**Goal of the exercise:** Repeat only the lines below from the one containing "pyautogui.click(x=<x>, y=<y>)" through the one containing "Task: Click on the Post Comment", inclusive, exactly as written.

**Supplied entries:**
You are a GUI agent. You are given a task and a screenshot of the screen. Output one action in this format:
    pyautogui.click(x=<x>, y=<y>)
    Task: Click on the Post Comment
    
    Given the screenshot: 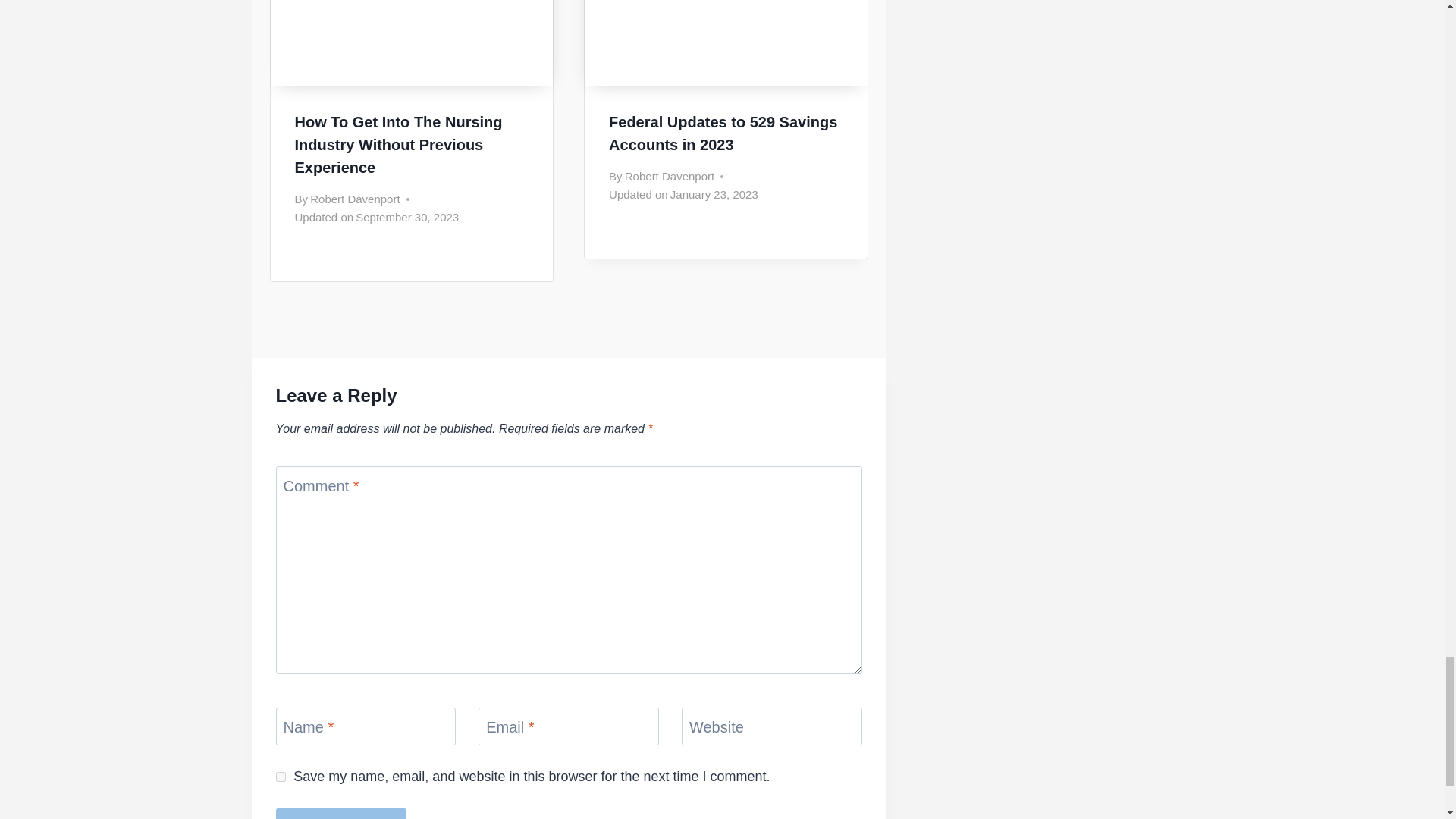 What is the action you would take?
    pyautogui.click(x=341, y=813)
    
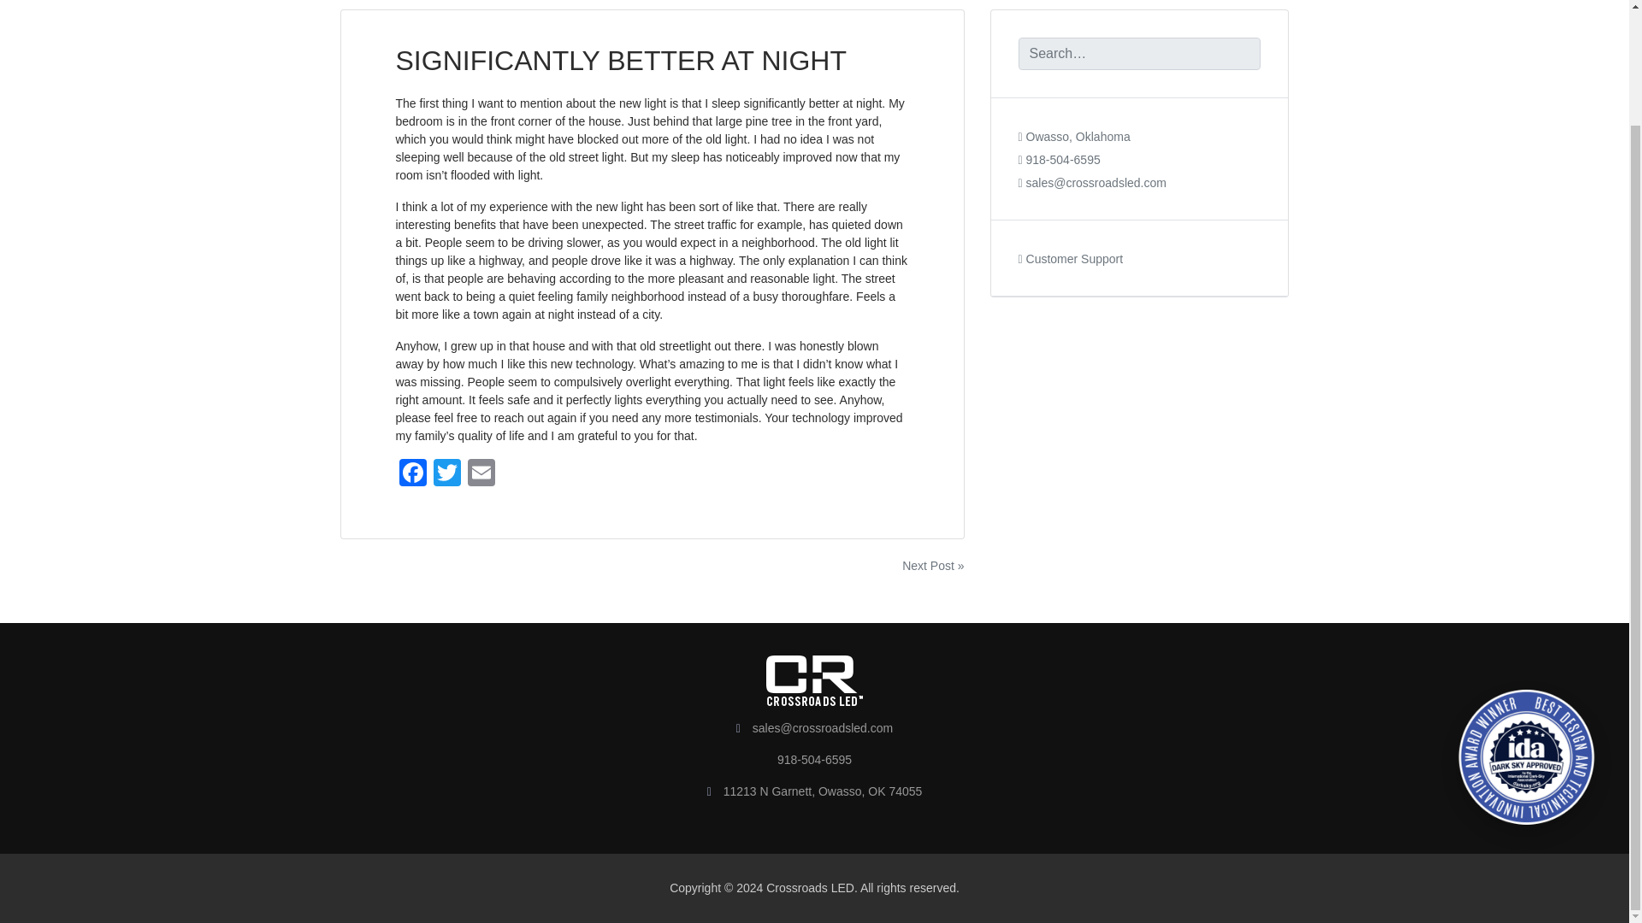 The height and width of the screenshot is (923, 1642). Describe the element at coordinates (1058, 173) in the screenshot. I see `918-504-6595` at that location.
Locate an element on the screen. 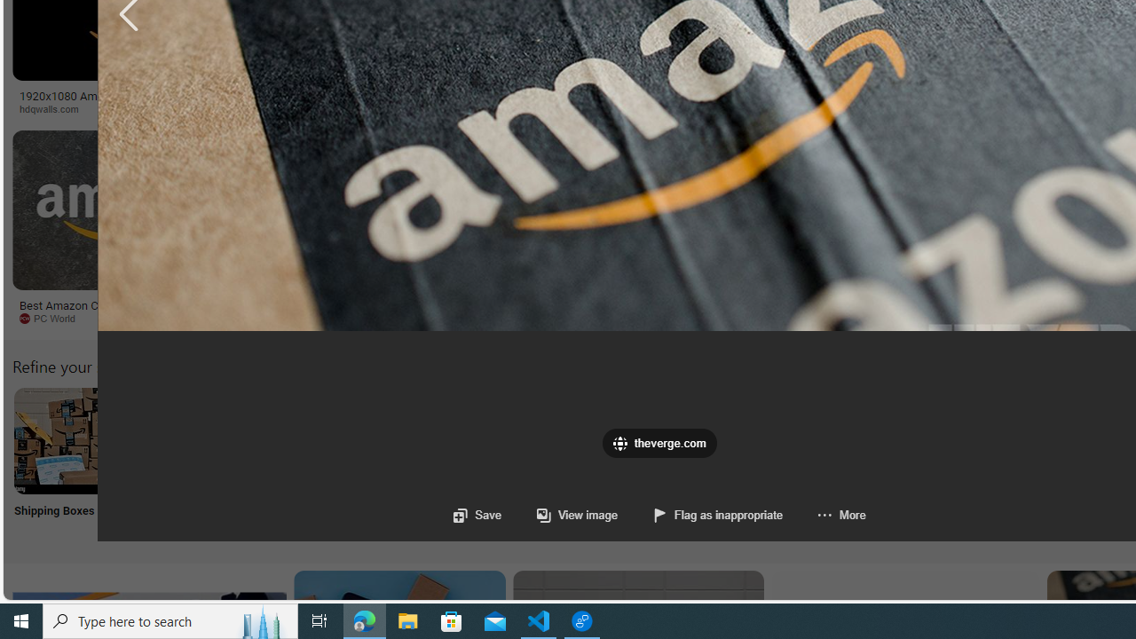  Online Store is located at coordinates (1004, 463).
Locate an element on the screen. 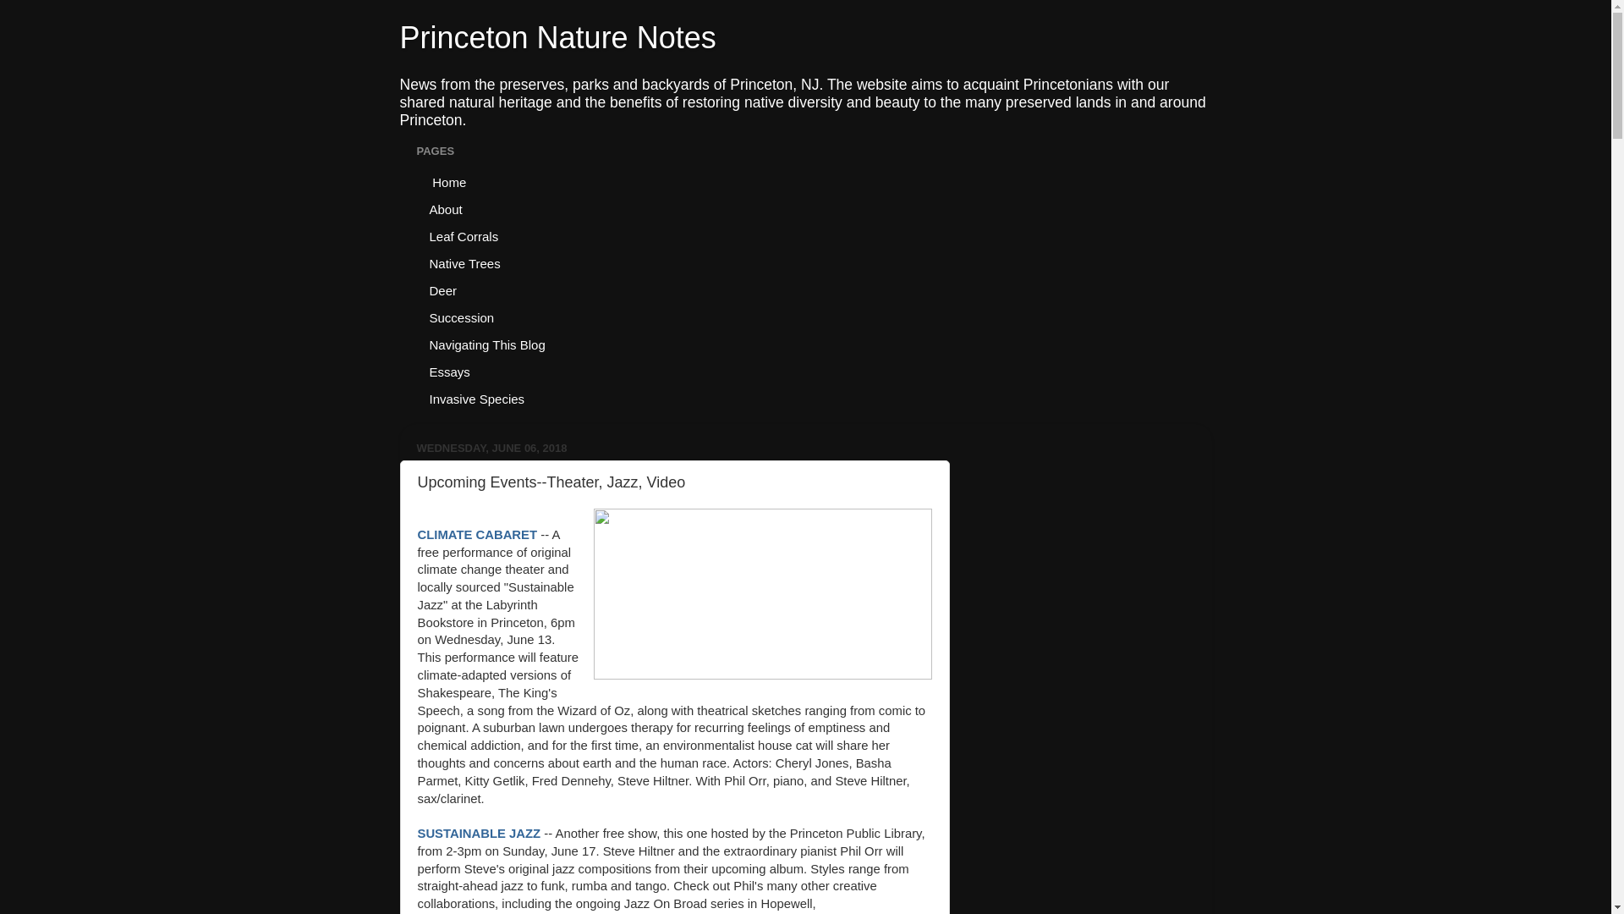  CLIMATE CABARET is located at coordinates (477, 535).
* * *
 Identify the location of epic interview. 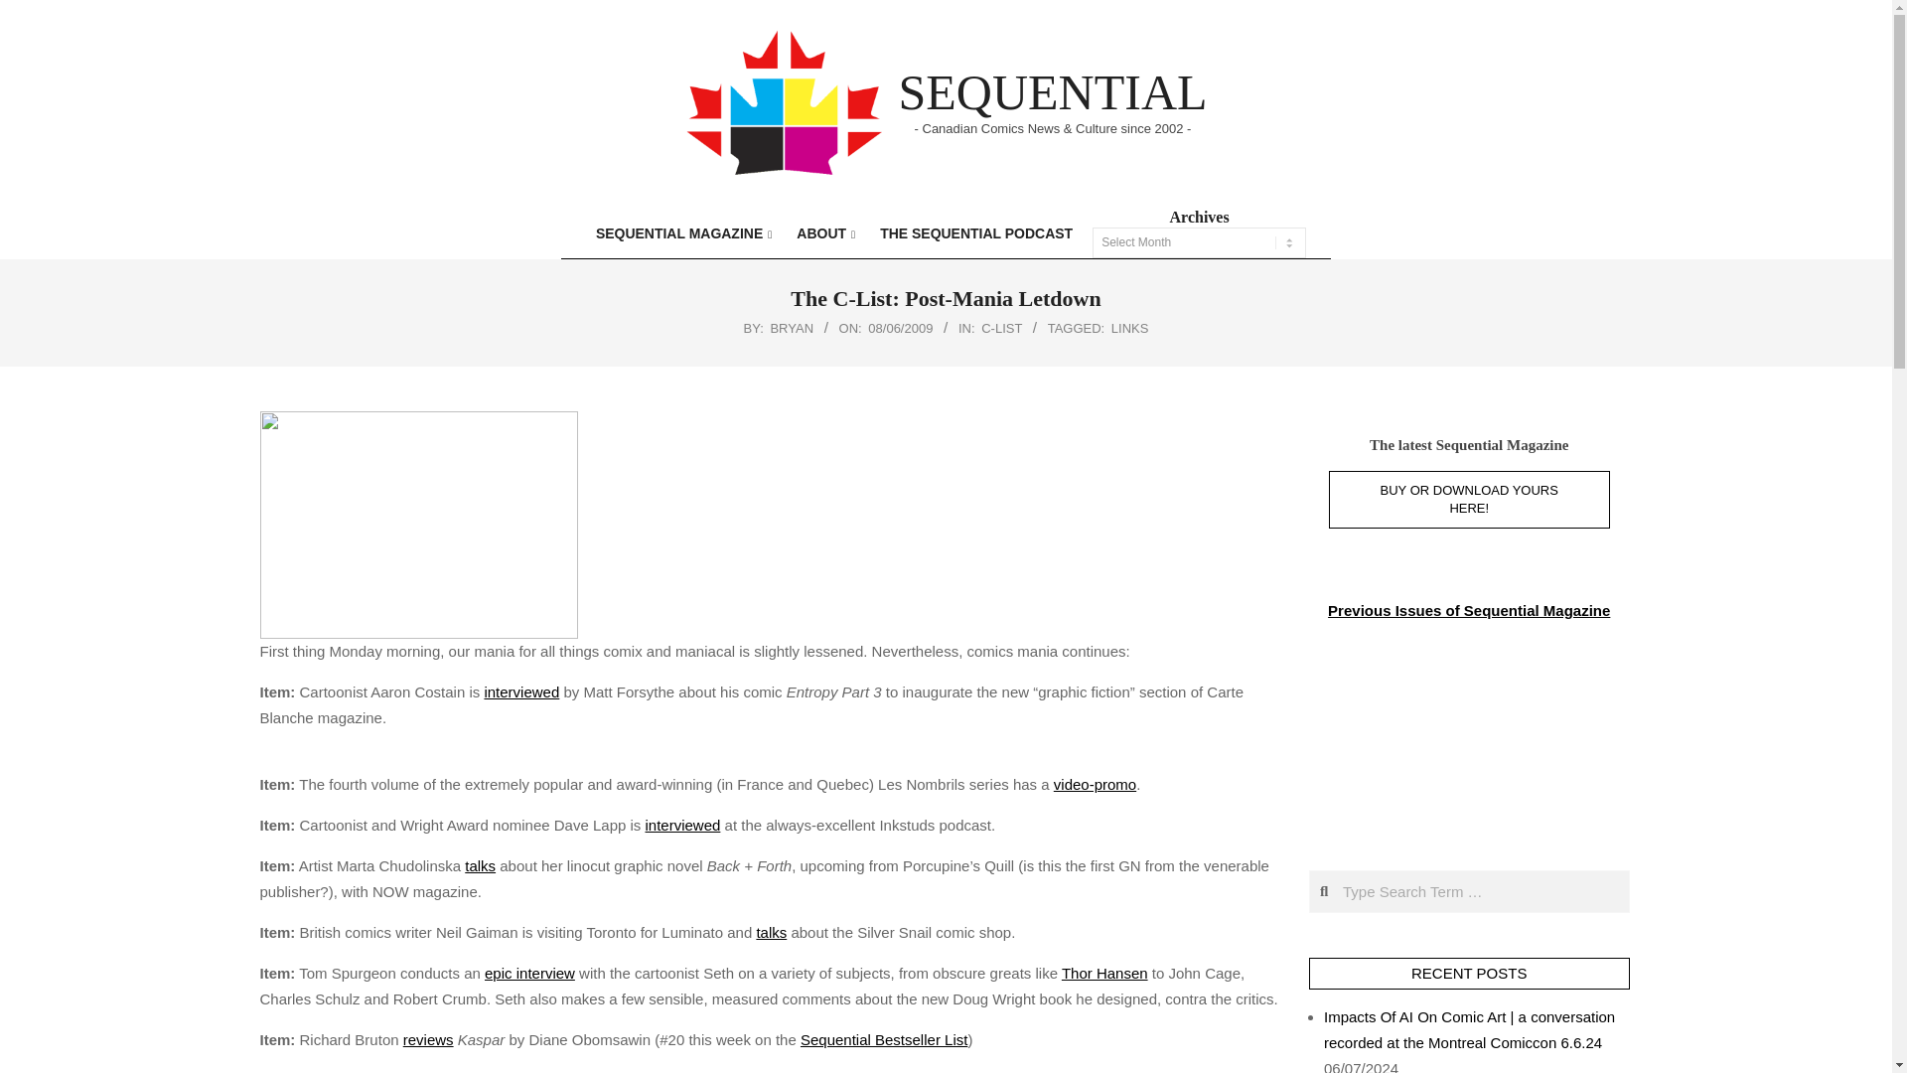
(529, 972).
* * *
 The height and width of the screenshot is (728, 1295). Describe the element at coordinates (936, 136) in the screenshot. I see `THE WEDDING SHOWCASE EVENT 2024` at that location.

**Exercise solution:**
    pyautogui.click(x=<x>, y=<y>)
    Task: Click on the Post Comment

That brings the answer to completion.